In more than three decades with “Today,” Mr. Scott traversed the country, delivering the weather on location at county fairs, town parades and quaint byways across America, as well as from NBC’s studios in New York.
A frequent guest on late-night TV, he was a spokesman for a range of charitable causes and a commercial pitchman with wide television exposure — too wide, some critics maintained.
The concerns he endorsed included Howard Johnson Motor Lodges, True Value Hardware, Burger King, Lipton tea, Maxwell House coffee, the American Dairy Association, the Florida Citrus Commission, Diet Coke, USA Today and many others.
“A huckster for all seasons,” The New York Times called him in 1987.
Mr. Scott’s onscreen persona — by his own account little different from his offscreen persona — divided viewers. Some adored him, inundating him with gifts, which he might display on the air. (Among them, the 1987 article in The Times reported, was “an airplane built out of Diet Coke cans.”)
In January 1989, the country’s new first lady, Barbara Bush, broke ranks from the inaugural parade for her husband, George H.W. Bush, to dart over to Mr. Scott, broadcasting from the sidelines, and plant an impromptu kiss on his cheek.
“I don’t know Willard Scott,” Mrs. Bush explained afterward. “I just love that face.”
Then again, as The Boston Globe reported in 1975, there was this incident, from Mr. Scott’s days at WRC: “He was pushing a shopping cart in a Virginia supermarket recently when a little old lady charged by and smacked him with her umbrella. ‘I can’t stand you,’ she said.”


* WHAT YOU SHOULD DO *
Where does the word "pixel" appear in the entries below? Copy each line that holds it.

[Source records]
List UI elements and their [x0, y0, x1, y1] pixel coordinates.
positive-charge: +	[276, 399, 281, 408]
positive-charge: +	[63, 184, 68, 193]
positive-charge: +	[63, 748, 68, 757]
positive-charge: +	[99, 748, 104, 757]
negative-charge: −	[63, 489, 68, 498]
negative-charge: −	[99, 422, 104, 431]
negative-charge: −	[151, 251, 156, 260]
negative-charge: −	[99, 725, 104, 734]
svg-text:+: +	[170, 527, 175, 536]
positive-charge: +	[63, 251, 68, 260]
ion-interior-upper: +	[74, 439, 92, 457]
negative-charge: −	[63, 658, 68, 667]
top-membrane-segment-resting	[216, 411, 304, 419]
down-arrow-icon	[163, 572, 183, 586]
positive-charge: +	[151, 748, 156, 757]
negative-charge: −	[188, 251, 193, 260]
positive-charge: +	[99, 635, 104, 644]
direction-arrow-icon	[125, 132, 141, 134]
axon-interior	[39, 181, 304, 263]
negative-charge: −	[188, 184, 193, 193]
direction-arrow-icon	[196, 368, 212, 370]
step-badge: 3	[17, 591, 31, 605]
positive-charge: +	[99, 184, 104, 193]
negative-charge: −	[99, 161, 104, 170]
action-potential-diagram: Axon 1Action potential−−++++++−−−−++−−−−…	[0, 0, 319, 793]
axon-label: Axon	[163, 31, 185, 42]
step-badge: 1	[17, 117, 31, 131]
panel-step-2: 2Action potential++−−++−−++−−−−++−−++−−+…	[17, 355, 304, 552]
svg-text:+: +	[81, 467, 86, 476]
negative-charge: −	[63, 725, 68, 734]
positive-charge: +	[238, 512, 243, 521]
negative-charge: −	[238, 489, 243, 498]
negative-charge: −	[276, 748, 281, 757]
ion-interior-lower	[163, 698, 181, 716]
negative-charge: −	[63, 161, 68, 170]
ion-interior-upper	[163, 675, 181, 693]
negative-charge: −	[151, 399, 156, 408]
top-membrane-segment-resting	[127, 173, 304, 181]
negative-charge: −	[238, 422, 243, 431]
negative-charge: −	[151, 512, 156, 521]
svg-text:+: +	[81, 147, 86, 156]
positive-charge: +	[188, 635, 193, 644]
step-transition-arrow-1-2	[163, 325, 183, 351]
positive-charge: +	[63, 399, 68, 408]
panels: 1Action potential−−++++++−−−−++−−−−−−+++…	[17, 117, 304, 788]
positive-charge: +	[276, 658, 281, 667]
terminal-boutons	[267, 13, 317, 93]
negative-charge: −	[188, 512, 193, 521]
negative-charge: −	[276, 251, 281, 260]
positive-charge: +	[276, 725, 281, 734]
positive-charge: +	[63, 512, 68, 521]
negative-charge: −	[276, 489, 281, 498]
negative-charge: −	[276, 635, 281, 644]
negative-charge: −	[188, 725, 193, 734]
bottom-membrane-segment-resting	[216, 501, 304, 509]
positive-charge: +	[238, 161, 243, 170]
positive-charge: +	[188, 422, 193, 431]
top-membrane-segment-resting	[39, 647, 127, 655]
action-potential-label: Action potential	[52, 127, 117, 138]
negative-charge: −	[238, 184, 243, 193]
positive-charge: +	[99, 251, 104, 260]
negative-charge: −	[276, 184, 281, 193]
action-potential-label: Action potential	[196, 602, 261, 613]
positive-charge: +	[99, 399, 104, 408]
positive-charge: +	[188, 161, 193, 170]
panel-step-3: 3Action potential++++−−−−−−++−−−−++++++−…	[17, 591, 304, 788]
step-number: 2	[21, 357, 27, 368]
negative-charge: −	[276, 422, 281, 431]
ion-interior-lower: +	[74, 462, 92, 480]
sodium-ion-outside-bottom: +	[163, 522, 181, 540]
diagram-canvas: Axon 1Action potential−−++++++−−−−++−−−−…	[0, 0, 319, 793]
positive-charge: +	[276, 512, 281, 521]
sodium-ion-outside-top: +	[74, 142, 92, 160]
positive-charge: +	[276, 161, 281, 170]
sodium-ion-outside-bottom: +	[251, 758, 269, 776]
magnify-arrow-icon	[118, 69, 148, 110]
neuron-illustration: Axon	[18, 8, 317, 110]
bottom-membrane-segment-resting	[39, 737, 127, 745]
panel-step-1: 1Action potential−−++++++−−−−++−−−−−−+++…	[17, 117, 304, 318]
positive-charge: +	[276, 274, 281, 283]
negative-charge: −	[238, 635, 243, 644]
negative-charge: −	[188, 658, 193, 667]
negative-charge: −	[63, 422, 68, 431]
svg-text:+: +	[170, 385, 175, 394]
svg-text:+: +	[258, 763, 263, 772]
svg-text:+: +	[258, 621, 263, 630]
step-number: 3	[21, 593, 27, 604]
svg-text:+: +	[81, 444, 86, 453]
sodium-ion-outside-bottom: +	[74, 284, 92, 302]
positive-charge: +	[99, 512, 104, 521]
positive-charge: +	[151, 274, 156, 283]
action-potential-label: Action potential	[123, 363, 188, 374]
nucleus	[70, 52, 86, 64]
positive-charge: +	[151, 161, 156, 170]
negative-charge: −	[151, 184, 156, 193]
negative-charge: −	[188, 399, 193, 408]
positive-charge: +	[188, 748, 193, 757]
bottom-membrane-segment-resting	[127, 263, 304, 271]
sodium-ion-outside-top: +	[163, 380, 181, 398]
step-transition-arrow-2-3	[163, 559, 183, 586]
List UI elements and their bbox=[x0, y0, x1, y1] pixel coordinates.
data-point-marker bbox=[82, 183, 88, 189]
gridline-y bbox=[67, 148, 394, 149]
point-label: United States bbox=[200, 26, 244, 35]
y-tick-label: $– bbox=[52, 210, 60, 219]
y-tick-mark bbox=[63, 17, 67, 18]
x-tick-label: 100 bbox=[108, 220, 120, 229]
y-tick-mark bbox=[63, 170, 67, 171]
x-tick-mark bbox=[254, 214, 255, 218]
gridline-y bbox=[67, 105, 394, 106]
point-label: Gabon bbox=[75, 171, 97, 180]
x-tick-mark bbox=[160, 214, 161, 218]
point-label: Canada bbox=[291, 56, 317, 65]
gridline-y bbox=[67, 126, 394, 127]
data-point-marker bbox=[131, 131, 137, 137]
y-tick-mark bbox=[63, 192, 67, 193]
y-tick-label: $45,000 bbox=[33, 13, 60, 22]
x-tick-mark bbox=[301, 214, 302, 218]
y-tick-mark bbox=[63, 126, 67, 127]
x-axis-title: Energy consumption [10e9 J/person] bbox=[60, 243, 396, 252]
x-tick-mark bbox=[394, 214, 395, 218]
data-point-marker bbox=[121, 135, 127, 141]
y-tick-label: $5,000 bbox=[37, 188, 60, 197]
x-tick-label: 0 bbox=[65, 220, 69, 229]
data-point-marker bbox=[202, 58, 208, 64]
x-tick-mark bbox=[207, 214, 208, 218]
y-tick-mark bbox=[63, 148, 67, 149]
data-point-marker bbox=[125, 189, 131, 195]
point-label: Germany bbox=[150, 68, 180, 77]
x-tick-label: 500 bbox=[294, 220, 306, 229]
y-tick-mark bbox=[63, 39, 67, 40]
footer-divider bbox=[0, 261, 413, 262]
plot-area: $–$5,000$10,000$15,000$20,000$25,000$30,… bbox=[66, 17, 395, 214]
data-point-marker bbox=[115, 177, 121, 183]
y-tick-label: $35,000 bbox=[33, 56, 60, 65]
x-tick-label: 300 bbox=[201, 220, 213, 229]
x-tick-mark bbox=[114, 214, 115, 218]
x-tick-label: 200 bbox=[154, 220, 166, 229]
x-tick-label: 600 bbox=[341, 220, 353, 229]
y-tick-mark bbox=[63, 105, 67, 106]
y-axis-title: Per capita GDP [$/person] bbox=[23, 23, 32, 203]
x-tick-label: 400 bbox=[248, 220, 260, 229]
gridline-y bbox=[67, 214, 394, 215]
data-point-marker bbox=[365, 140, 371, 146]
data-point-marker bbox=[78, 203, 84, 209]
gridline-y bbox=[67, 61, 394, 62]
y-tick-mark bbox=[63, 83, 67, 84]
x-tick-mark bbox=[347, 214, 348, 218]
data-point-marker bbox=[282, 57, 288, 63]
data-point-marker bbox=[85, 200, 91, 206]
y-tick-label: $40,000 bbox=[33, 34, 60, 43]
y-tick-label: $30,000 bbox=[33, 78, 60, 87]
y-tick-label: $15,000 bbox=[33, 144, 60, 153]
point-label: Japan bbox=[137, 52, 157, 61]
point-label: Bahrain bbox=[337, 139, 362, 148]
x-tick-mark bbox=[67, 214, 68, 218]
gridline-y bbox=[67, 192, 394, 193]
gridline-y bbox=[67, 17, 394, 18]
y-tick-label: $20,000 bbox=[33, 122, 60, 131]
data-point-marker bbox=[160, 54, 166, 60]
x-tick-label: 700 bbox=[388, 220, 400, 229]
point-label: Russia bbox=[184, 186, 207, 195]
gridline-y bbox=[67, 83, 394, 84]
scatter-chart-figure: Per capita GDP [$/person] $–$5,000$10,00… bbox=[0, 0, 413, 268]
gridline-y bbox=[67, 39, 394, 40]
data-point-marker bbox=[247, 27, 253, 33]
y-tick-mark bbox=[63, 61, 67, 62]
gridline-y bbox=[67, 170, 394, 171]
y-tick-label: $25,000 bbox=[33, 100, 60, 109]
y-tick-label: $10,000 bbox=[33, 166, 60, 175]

* RESPONSE AREA *
List UI elements and their [x0, y0, x1, y1] pixel coordinates.
List UI elements and their bbox=[x0, y0, x1, y1] pixel coordinates.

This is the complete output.